"Perhaps this is an occasion when it is a woman's privilege to remain silent," he said bitterly. "So I begin with you, Julius. Save myself, you are the youngest here, and it would be fitting that you and I should determine this business. I warn you there will be no half measures! My life, at least, goes into the scale, and I care not who else adjusts the balance."
The pink and white tints had long fled from the Parisian dandy's complexion. In the dim light he looked livid, and his forehead bore bright beads of perspiration. But even Alec's fiery eyes discerned that he was not only afraid, but bewildered, and his voice cracked with excitement when he spoke.
"I declare by everything I hold sacred that I had no hand in this affair!" he said shrilly. "It is natural perhaps that you should suspect me, since I seem to have most to gain by any ill that befalls you; but, even in your anger, Alec, you should be just. No matter how fierce your emotions, you ought to realize that Miss Vernon's departure from Delgratz retards rather than helps any possible scheming on my part to succeed you on the throne."
"Now you, Beliani!" said Alec, striving to penetrate the mask that covered the one impassive face in the room. "It was you who contrived that my promised wife should come here from Paris. I can see your purpose now. At to-day's meeting of the Cabinet, while I was urging your advancement to power and dignity in the State, your hand was revealed in the opposition manifested to my marriage. Your cunning brain conceived the notion that I would not abandon the woman I loved for the sake of fifty Kingdoms. You read my mind aright; but, if it was you who brought about her flight, for what devilish reason did you depart from the subtle plot that might well have achieved your ends by means which you, at least, would consider fair?"
The Greek spread wide his hands in that characteristic gesture of his. As it happened, for once in his life he could afford to be sincere. "I can only assure your Majesty in the plainest possible terms," he said, "that until I heard the news from your own lips, I had no knowledge whatsoever of Miss Vernon's journey. Were I asked outside that locked door to state to the best of my belief where she might be found, I should have said that the slight illness of which she complained this morning had probably confined her to her room."
For an instant Alec scowled at the President; but Sergius Nesimir's vacuous features so obviously revealed his condition of speechless surprise and distress that there remained only Stampoff, Prince Michael—and his mother.
Adhering rigidly to his scheme of narrowing the field of inquiry by putting the same straight question to each individual in turn, Alec next appealed to the man who had helped him to gain a throne.
"Paul," he said, "you who were my friend and have become my enemy, you, at least, will speak the truth. Tell me, then, who has done this thing!"
Stampoff strode forward. He feared no one, this determined advocate of his country's cause, and he alone knew the real menace of the impending tornado. "Your mother ought not to be here, Alec," he muttered. "A little more of this and she will faint. Look at her! Have you no pity in your heart? This is no place for a woman. Unlock the door and let her be taken away!"
Alec moistened his dry lips with his tongue. He felt that he was finally touching sure ground in the morass through which he was floundering. "She and all of you must remain!" was his grim reply. "Answer my question! Was it you who drove Joan from Delgratz?"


* **ABOUT THIS EXERCISE**:
From the first line to the last, output the records exactly and drop any images.

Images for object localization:
----------------------------------------

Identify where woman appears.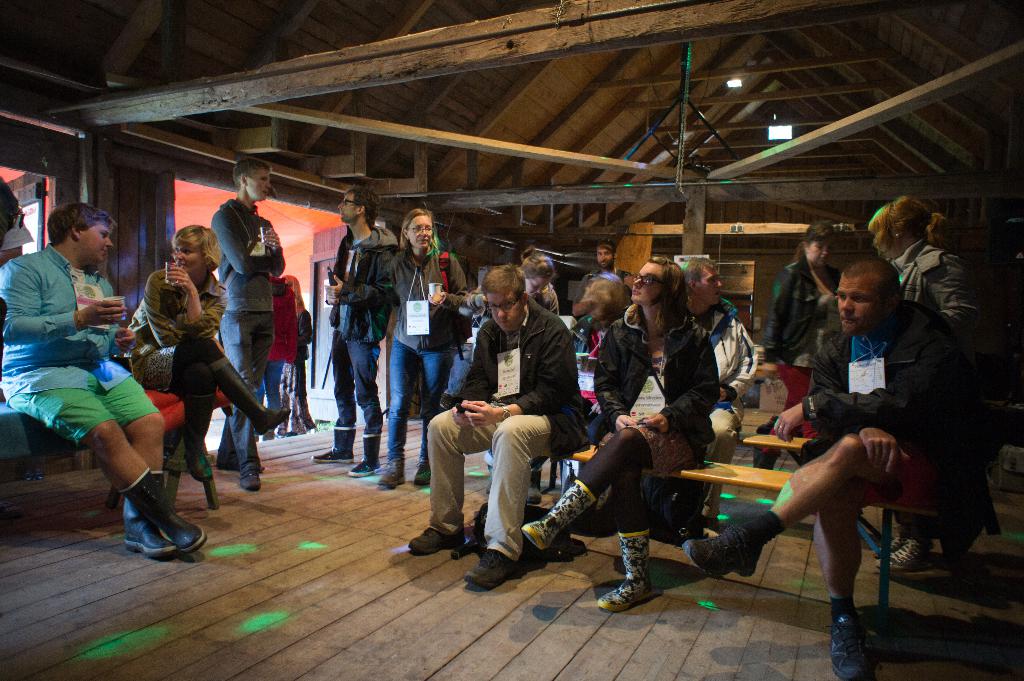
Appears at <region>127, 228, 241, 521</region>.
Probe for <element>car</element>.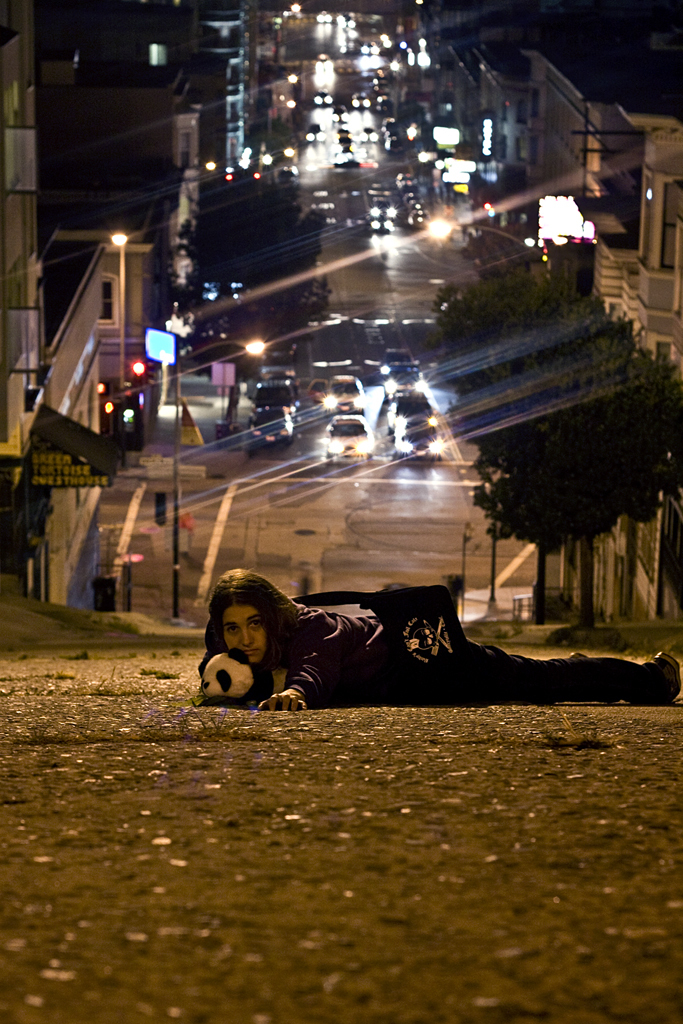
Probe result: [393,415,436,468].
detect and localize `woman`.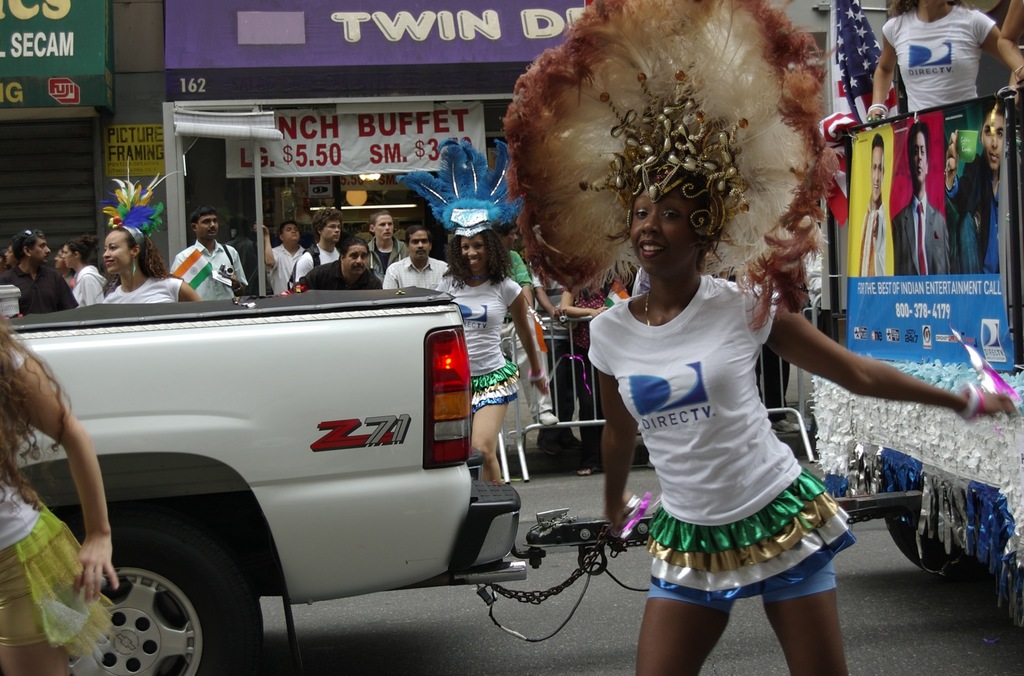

----------------------------------------

* **SOLUTION TO THIS TASK**:
Identify where woman appears.
Appears at <region>127, 228, 241, 521</region>.
Probe for <element>car</element>.
Probe result: [393,415,436,468].
detect and localize `woman`.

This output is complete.